Designing Wellness Spaces: A Reference for Architects and Designers
This is a working reference for the architect or interior designer briefed to programme a wellness space — home, hotel, resort or day spa. It covers spatial layout, equipment adjacencies and the practical integration decisions that recur across projects.
- · Direct-from-manufacturer
- · Worldwide delivery DDP
- · CE certified
- · FCC certified
- · RoHS certified
- · ISO 9001 manufacturing
Spatial layout
Wet and dry zones separate cleanly. Bath, shower and sauna in wet; inhalation, meditation, and rest in dry. Circulation between the two supports the natural rhythm of the ritual.
Equipment adjacencies
Hydrogen bath concealed alongside the tub. Hydrogen inhalation on a side console in an adjacent dry zone. Sauna and cold plunge programmed as a paired zone with drainage detailing.
Services coordination
Electrical requirements are modest for hydrogen equipment; the primary coordination burden is with sauna and plunge, not with hydrogen. Bath equipment requires ventilation to the joinery cabinet.
Matched to this brief
Bath One™ (WZ-1)
Residential and hospitality hydrogen bath chassis. Millwork-concealable, quiet, in-bathroom-rated.
View →QY-A1200 Hydrogen Inhaler
Single-occupant default for wellness rooms and treatment suites.
View →QY-A3000 Hydrogen Inhaler
Two-cannula chassis for couples suites and higher-throughput environments.
View →Frequently asked questions
Programme a wellness space
Send the brief and floor plan. We'll return equipment layout notes and specification support.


## EXERCISE PROMPT:
Every line below that holds the string "step" must be copied.

## RECORDS FOR THIS TASK:
= = =

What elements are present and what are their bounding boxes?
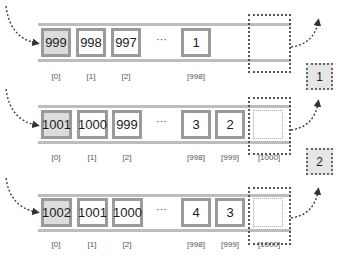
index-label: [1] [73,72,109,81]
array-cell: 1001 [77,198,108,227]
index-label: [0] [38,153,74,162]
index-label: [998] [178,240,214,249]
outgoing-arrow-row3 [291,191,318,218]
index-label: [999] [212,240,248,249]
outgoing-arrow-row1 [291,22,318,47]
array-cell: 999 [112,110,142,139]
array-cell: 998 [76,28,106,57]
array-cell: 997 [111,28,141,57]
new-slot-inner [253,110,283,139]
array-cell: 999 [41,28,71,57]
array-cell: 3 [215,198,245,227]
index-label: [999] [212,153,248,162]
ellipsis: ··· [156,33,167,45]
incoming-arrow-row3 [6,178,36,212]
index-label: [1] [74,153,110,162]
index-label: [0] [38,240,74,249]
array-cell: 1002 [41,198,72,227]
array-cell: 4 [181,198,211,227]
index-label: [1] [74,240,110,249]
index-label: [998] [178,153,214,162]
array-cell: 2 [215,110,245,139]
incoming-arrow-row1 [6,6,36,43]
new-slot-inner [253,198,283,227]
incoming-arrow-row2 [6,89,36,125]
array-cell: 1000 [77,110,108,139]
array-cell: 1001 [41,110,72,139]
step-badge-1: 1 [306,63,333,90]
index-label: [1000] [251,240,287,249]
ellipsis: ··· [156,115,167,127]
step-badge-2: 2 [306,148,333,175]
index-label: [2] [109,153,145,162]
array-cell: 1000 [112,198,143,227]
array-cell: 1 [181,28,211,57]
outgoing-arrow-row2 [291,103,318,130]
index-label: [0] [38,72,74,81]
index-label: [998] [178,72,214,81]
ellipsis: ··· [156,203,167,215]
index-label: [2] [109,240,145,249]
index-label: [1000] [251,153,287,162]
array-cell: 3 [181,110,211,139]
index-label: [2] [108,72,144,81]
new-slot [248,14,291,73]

= = =

## RESPONSE:
step-badge-1: 1 [306,63,333,90]
step-badge-2: 2 [306,148,333,175]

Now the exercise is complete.